A three-piece, Molly Karloff features Simon Guilliard on vocals and guitar, Dan Podbery on bass and Jowie Adkins on drums. Nope, it’s not female fronted and no-one appears to be acting as Alice Cooper styled band representative.
This here five track EP is the second one from the Oxford-based British alt-rock, grunge rock band, and a precursor to a full-length album promised later in the year.
‘She Said’ has already been released as a single and if you’ve not heard it before it’s a growling bad-assed cat of a riff toying with a rodent found at the back of your dustbins because the council’s not been round to collect them again.
As for the rest of the EP, it leads off with the title track‘Supernaturalation’ that stomps hard, high-kicks like a stiletto-heeled stormtrooper in the chorus and is sung rather upbeat for a song that deals with society’s somewhat hypocritical attitudes towards drug addiction. I’ve read that it’s a baritone guitar being used and the wah-wah applied was by accident rather than design. Whatever. It works.
‘Do You Wanna?’ whines in on a long slow guitar phrase before chugging along for the main section, with some off-kilter instrumental sections along the way. It’s all rather reminiscent of Sabbath-era Volume 4 but played by a bunch of punks with some nicely bitchy lines you may find yourselves singing along to. ‘Do It Again’ follows on affirmatively in the same spirit, albeit more straight ahead like The Almighty rucking it out with Supergrass.
Like someone breaking out from doing a military two-step to bump and grind until they’ve satisfied their unsaintly desires, ‘The Other Side’ digs in but probably needs a few drinks down your neck and a sticky dance floor to make it really happen.
Mildly contagious, heavy like a well-swung hammer, there’s still a freshness permeated throughout, and while they take knocks at the world lyrically you don’t have to take it in too deeply if you’re just happy to sing along.
Worth a listen, both the EP and no doubt catching them live.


-- BRIEF --
Write only the number of lines in the data that include the word "dashed".
--- START ---
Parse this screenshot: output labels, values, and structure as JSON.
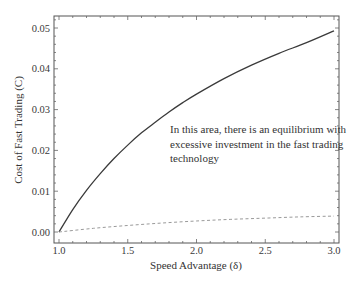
{
  "chart_data": {
    "type": "line",
    "title": "",
    "xlabel": "Speed Advantage (δ)",
    "ylabel": "Cost of Fast Trading (C)",
    "xlim": [
      1.0,
      3.0
    ],
    "ylim": [
      -0.0027,
      0.0528
    ],
    "x_ticks": [
      "1.0",
      "1.5",
      "2.0",
      "2.5",
      "3.0"
    ],
    "y_ticks": [
      "0.00",
      "0.01",
      "0.02",
      "0.03",
      "0.04",
      "0.05"
    ],
    "grid": false,
    "legend": null,
    "annotations": [
      {
        "text_lines": [
          "In this area, there is an equilibrium with",
          "excessive investment in the fast trading",
          "technology"
        ],
        "x": 1.81,
        "y": 0.0249
      }
    ],
    "series": [
      {
        "name": "upper threshold (solid)",
        "style": "solid",
        "color": "#3a3a3a",
        "x": [
          1.0,
          1.1,
          1.2,
          1.3,
          1.4,
          1.5,
          1.6,
          1.7,
          1.8,
          1.9,
          2.0,
          2.2,
          2.4,
          2.6,
          2.8,
          3.0
        ],
        "values": [
          0.0,
          0.0055,
          0.0102,
          0.0143,
          0.018,
          0.0213,
          0.0243,
          0.0269,
          0.0294,
          0.0317,
          0.0338,
          0.0376,
          0.0409,
          0.0438,
          0.0464,
          0.0493
        ]
      },
      {
        "name": "lower threshold (dashed)",
        "style": "dashed",
        "color": "#9a9a9a",
        "x": [
          1.0,
          1.25,
          1.5,
          1.75,
          2.0,
          2.25,
          2.5,
          2.75,
          3.0
        ],
        "values": [
          0.0,
          0.0009,
          0.0016,
          0.0022,
          0.0027,
          0.0031,
          0.0034,
          0.0037,
          0.0039
        ]
      }
    ]
  }
}
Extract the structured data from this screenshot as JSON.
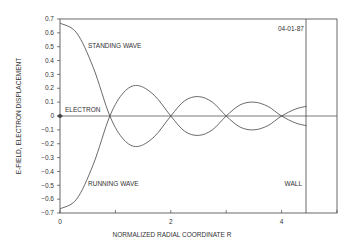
{
  "chart_data": {
    "type": "line",
    "title": "",
    "date_stamp": "04-01-87",
    "xlabel": "NORMALIZED RADIAL COORDINATE R",
    "ylabel": "E-FIELD, ELECTRON DISPLACEMENT",
    "xlim": [
      0,
      5
    ],
    "ylim": [
      -0.7,
      0.7
    ],
    "x_ticks": [
      "0",
      "2",
      "4"
    ],
    "y_ticks": [
      "0.7",
      "0.6",
      "0.5",
      "0.4",
      "0.3",
      "0.2",
      "0.1",
      "0",
      "-0.1",
      "-0.2",
      "-0.3",
      "-0.4",
      "-0.5",
      "-0.6",
      "-0.7"
    ],
    "grid": false,
    "annotations": [
      "STANDING WAVE",
      "RUNNING WAVE",
      "ELECTRON",
      "WALL"
    ],
    "wall_position": 4.45,
    "series": [
      {
        "name": "STANDING WAVE",
        "x": [
          0,
          0.3,
          0.6,
          0.9,
          1.15,
          1.4,
          1.7,
          2.0,
          2.25,
          2.5,
          2.75,
          3.0,
          3.25,
          3.5,
          3.75,
          4.0,
          4.25,
          4.45
        ],
        "y": [
          0.67,
          0.6,
          0.35,
          0.0,
          -0.17,
          -0.22,
          -0.15,
          0.0,
          0.11,
          0.14,
          0.1,
          0.0,
          -0.08,
          -0.1,
          -0.07,
          0.0,
          0.05,
          0.07
        ]
      },
      {
        "name": "RUNNING WAVE",
        "x": [
          0,
          0.3,
          0.6,
          0.9,
          1.15,
          1.4,
          1.7,
          2.0,
          2.25,
          2.5,
          2.75,
          3.0,
          3.25,
          3.5,
          3.75,
          4.0,
          4.25,
          4.45
        ],
        "y": [
          -0.67,
          -0.6,
          -0.35,
          0.0,
          0.17,
          0.22,
          0.15,
          0.0,
          -0.11,
          -0.14,
          -0.1,
          0.0,
          0.08,
          0.1,
          0.07,
          0.0,
          -0.05,
          -0.07
        ]
      }
    ]
  },
  "labels": {
    "date": "04-01-87",
    "standing": "STANDING WAVE",
    "running": "RUNNING WAVE",
    "electron": "ELECTRON",
    "wall": "WALL",
    "xlabel": "NORMALIZED RADIAL COORDINATE R",
    "ylabel": "E-FIELD, ELECTRON DISPLACEMENT"
  }
}
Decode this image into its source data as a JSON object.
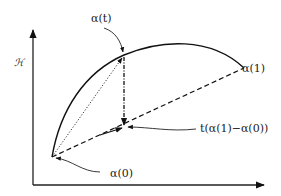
{
  "diagram": {
    "axis_label_y": "ℋ",
    "labels": {
      "alpha_t": "α(t)",
      "alpha_1": "α(1)",
      "alpha_0": "α(0)",
      "projection": "t(α(1)−α(0))"
    },
    "points": {
      "alpha_0": [
        52,
        157
      ],
      "alpha_t": [
        124,
        55
      ],
      "alpha_1": [
        244,
        68
      ],
      "projection_point": [
        124,
        127
      ]
    },
    "line_styles": {
      "curve": "solid",
      "alpha0_to_alpha1": "dashed",
      "alpha0_to_alphat": "dotted",
      "alphat_to_projection": "dash-dot"
    },
    "colors": {
      "stroke": "#111111",
      "background": "#ffffff"
    }
  }
}
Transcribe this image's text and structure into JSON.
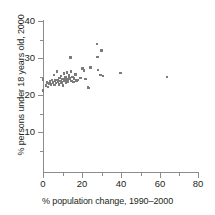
{
  "chart_data": {
    "type": "scatter",
    "title": "",
    "xlabel": "% population change, 1990–2000",
    "ylabel": "% persons under 18 years old, 2000",
    "xlim": [
      0,
      80
    ],
    "ylim": [
      0,
      40
    ],
    "xticks": [
      0,
      20,
      40,
      60,
      80
    ],
    "xticks_minor": [
      10,
      30,
      50,
      70
    ],
    "yticks": [
      10,
      20,
      30,
      40
    ],
    "grid": false,
    "legend": null,
    "marker": {
      "shape": "square",
      "color": "#7b7b7b",
      "size_px": 2.6
    },
    "points": [
      {
        "x": 0.0,
        "y": 24.2
      },
      {
        "x": 0.0,
        "y": 21.2
      },
      {
        "x": 1.5,
        "y": 22.6
      },
      {
        "x": 2.1,
        "y": 23.4
      },
      {
        "x": 2.6,
        "y": 22.2
      },
      {
        "x": 3.1,
        "y": 23.1
      },
      {
        "x": 3.6,
        "y": 23.7
      },
      {
        "x": 4.1,
        "y": 22.8
      },
      {
        "x": 4.6,
        "y": 24.1
      },
      {
        "x": 5.2,
        "y": 23.3
      },
      {
        "x": 5.7,
        "y": 25.4
      },
      {
        "x": 5.9,
        "y": 22.7
      },
      {
        "x": 6.2,
        "y": 23.9
      },
      {
        "x": 6.7,
        "y": 23.2
      },
      {
        "x": 7.2,
        "y": 26.3
      },
      {
        "x": 7.4,
        "y": 24.0
      },
      {
        "x": 7.8,
        "y": 23.5
      },
      {
        "x": 8.2,
        "y": 22.9
      },
      {
        "x": 8.6,
        "y": 24.6
      },
      {
        "x": 9.0,
        "y": 23.8
      },
      {
        "x": 9.3,
        "y": 25.1
      },
      {
        "x": 9.7,
        "y": 23.3
      },
      {
        "x": 10.1,
        "y": 24.3
      },
      {
        "x": 10.4,
        "y": 22.6
      },
      {
        "x": 10.8,
        "y": 25.8
      },
      {
        "x": 11.1,
        "y": 23.9
      },
      {
        "x": 11.5,
        "y": 24.8
      },
      {
        "x": 11.9,
        "y": 23.4
      },
      {
        "x": 12.3,
        "y": 26.1
      },
      {
        "x": 12.6,
        "y": 24.2
      },
      {
        "x": 13.0,
        "y": 23.6
      },
      {
        "x": 13.4,
        "y": 25.2
      },
      {
        "x": 13.8,
        "y": 24.5
      },
      {
        "x": 14.2,
        "y": 30.2
      },
      {
        "x": 14.4,
        "y": 26.4
      },
      {
        "x": 14.8,
        "y": 23.8
      },
      {
        "x": 15.2,
        "y": 24.9
      },
      {
        "x": 15.6,
        "y": 23.5
      },
      {
        "x": 16.1,
        "y": 24.4
      },
      {
        "x": 16.8,
        "y": 25.6
      },
      {
        "x": 17.4,
        "y": 23.9
      },
      {
        "x": 18.1,
        "y": 24.1
      },
      {
        "x": 19.3,
        "y": 24.6
      },
      {
        "x": 20.4,
        "y": 27.1
      },
      {
        "x": 21.2,
        "y": 26.7
      },
      {
        "x": 21.8,
        "y": 24.3
      },
      {
        "x": 23.2,
        "y": 22.1
      },
      {
        "x": 23.8,
        "y": 21.9
      },
      {
        "x": 24.6,
        "y": 27.4
      },
      {
        "x": 27.9,
        "y": 33.8
      },
      {
        "x": 28.1,
        "y": 30.3
      },
      {
        "x": 28.4,
        "y": 26.8
      },
      {
        "x": 29.6,
        "y": 25.4
      },
      {
        "x": 30.1,
        "y": 32.1
      },
      {
        "x": 31.0,
        "y": 25.1
      },
      {
        "x": 40.0,
        "y": 26.0
      },
      {
        "x": 64.0,
        "y": 24.9
      }
    ]
  }
}
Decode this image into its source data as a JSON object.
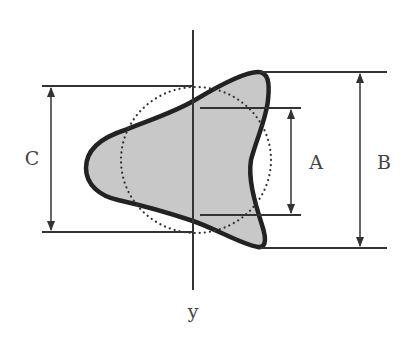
--- END ---
-- WORKED SOLUTION --
3